Burgmüller's 25 Études faciles Op. 100, published in Paris around 1838, remain the most widely taught beginner piano collection in the world. Each piece teaches a distinct technique while painting a vivid character picture through its French title. La Bergeronnette — 'The Wagtail' — belongs to Burgmüller's gallery of nature miniatures.

The wagtail is a small, quick bird known for the constant up-and-down bobbing of its tail — a motion that gives the bird its English name and its French one alike. Burgmüller captures that characteristic restlessness in C major and 2/4 time: constant eighth-note motion in both hands simultaneously, at a brisk Allegretto, with the melodic interest shifting between right and left. The lesson is finger independence: keeping both hands active at the same time, at the same tempo, without one dragging or rushing the other. That independence — learned here on simple C major notes — transfers directly to Baroque two-voice counterpoint and beyond.

Friedrich Burgmüller, c. 1840, lithograph by Fr. Meyer
Wikimedia Commons / British Museum (BM 1870,1008.1113).
La Bergeronnette, Op. 100 No. 11 score preview
Mutopia score preview.

Practice path

Listen for the weaker hand and drill it first.

Most students have a dominant hand that rushes and a weaker hand that lags. Identify which is which by playing each hand alone at Allegretto tempo. The hand that sounds uneven or less confident is the hand to drill first. Once both hands can run the full 30 measures alone at 80% tempo, combine them slowly and listen for any point where one hand pulls ahead of or falls behind the other — those transition points need isolated looping.

Score basis: Generated MusicXML from Mutopia MIDI. Public domain composition; Public Domain (CC0) — Mutopia; MusicXML generated for Pianodemy. Attribution: Mutopia Project (https://www.mutopiaproject.org/cgibin/piece-info.cgi?id=222).

MIDI source: Mutopia Project (https://www.mutopiaproject.org/cgibin/piece-info.cgi?id=222). Public Domain (CC0) — Mutopia.

Questions

Before you practice.

Short answers for learners and for searchers deciding whether this is the right version to start with.

01What is La Bergeronnette by Burgmüller?

It is No. 11 from his 25 Easy Studies Op. 100 and depicts the wagtail — a small, lively bird. The étude is 30 measures in C major, light and quick in character.
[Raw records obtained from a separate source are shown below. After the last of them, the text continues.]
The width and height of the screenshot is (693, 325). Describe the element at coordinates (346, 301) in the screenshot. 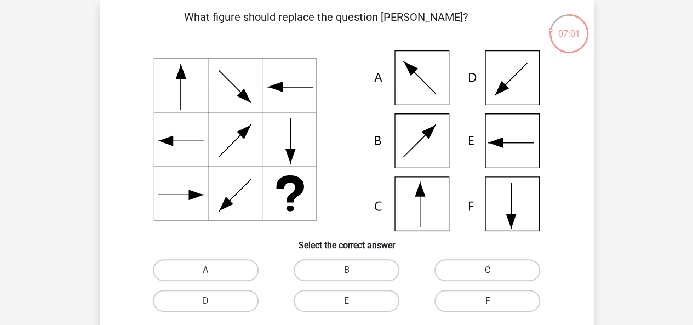

I see `label: E` at that location.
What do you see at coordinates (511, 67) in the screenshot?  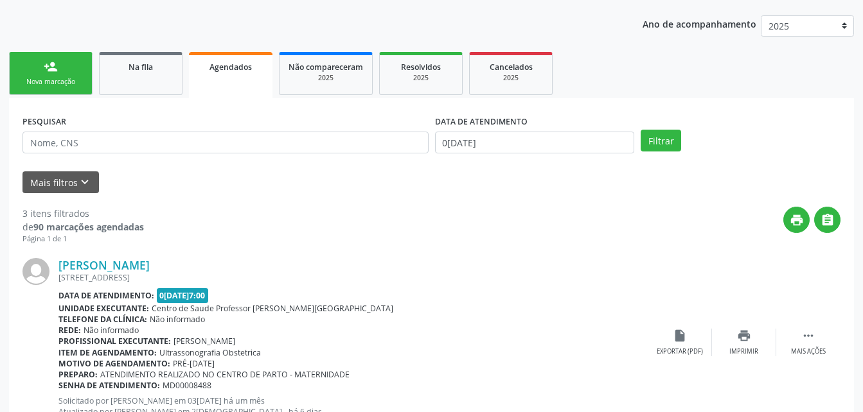 I see `span: Cancelados` at bounding box center [511, 67].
02What technical skill does La Bergeronnette develop?

It develops nimble finger independence and the ability to keep both hands active simultaneously at a brisk tempo, while maintaining clarity between the melodic and accompaniment roles.

How to use this V1

Both hands share the pulse — neither leads.

Set the tempo slider to 60% and practice hands together, counting a steady '1-and 2-and' in 2/4. The eighth notes in both hands must arrive on the beat together, not in sequence. Loop the first eight bars until the hands feel like a single mechanism. At 80% tempo the bobbing character appears naturally — do not try to add it consciously, just keep both hands even and the étude does the rest.